How I write - celebrating the oblique
Celebrating the oblique – why the best writing comes from the glimpsed, the half-heard and the barely understood.
‘Write what you know’ is one of the most repeated and most tedious pieces of writing advice, though you’ll find plenty of good writers and teachers of writing who recommend the opposite and say ‘write what you don’t know’. I don’t think that’s quite right, either. The very best fiction, and especially the best short fiction, comes neither from what is observed and understood nor from what is wholly imagined and dreamed-up, but from somewhere in-between. It’s the snatch of conversation, the glimpse of a child pulling his hand out of his mother’s grasp, the old woman who slips a lump of cheese into her coat pocket in the supermarket thinking she has not been seen that sets the story on its way.

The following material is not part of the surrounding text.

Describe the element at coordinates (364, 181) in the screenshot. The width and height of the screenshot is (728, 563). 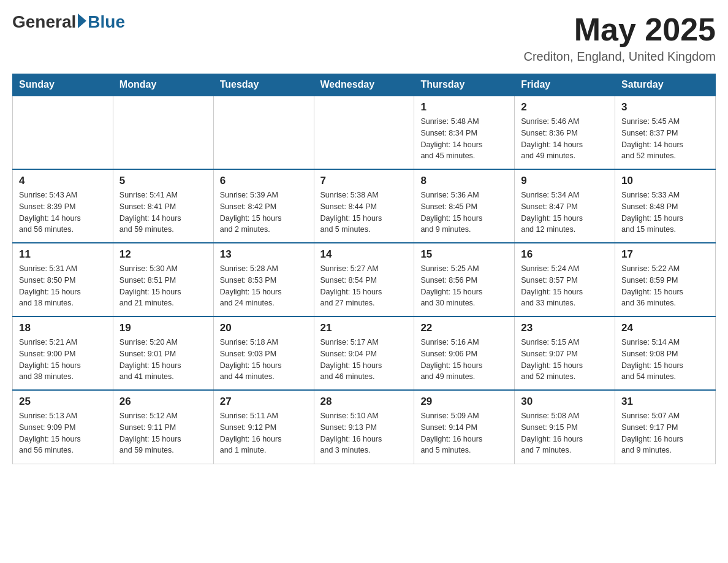
I see `day-number: 7` at that location.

You might say it’s the twilight world between the real and the imagined that makes for the story, but I’d argue it’s the oblique angle that does it. It’s the way the cheese-stealer caught your eye, the expression of defiance there that you need to capture. Seen face-on life is beautiful, ugly, plain and colourful; it’s all those things and more. But picking the strand of the story out of all that light and clamour is hard. You have to wait for the angle, the sharp relief to find the precise moment that triggers the story. Every story is an explosion: the observed is the fuse, your imagination is the dynamite.
Fuses and dynamite
My notebook is full of jottings from the observed and overheard on trains, buses, in the street. (Incidentally, you will already have noticed that I seem to be quite a fan of public transport. I’d say to any aspiring writer ‘by all means spend time and money on a good writing course, maybe even a Masters, but please-oh-please spend plenty of time on buses and trains.’) Amongst my notes is the woman wearing odd shoes carrying a viola case; the possibly misheard ‘he married his brother, for God’s sakes’; and an argument between two clowns evidently unhappy to discover they are on their way to the same child’s party. All real incidents, barely glimpsed. My story RAGBABY NUMBER TWO (see under ‘short stories’) was written after I half-saw something lying in the road and genuinely thought it was a baby. It turned-out to be a small pile of baby clothes, but the image of a baby lying on a wet road on a dark night would not leave me and led to what I have been told is a very strange story. Ah well. Odd how a dead badger is but a dead badger, but a heap of baby clothes thrown from a car is an eternal mystery.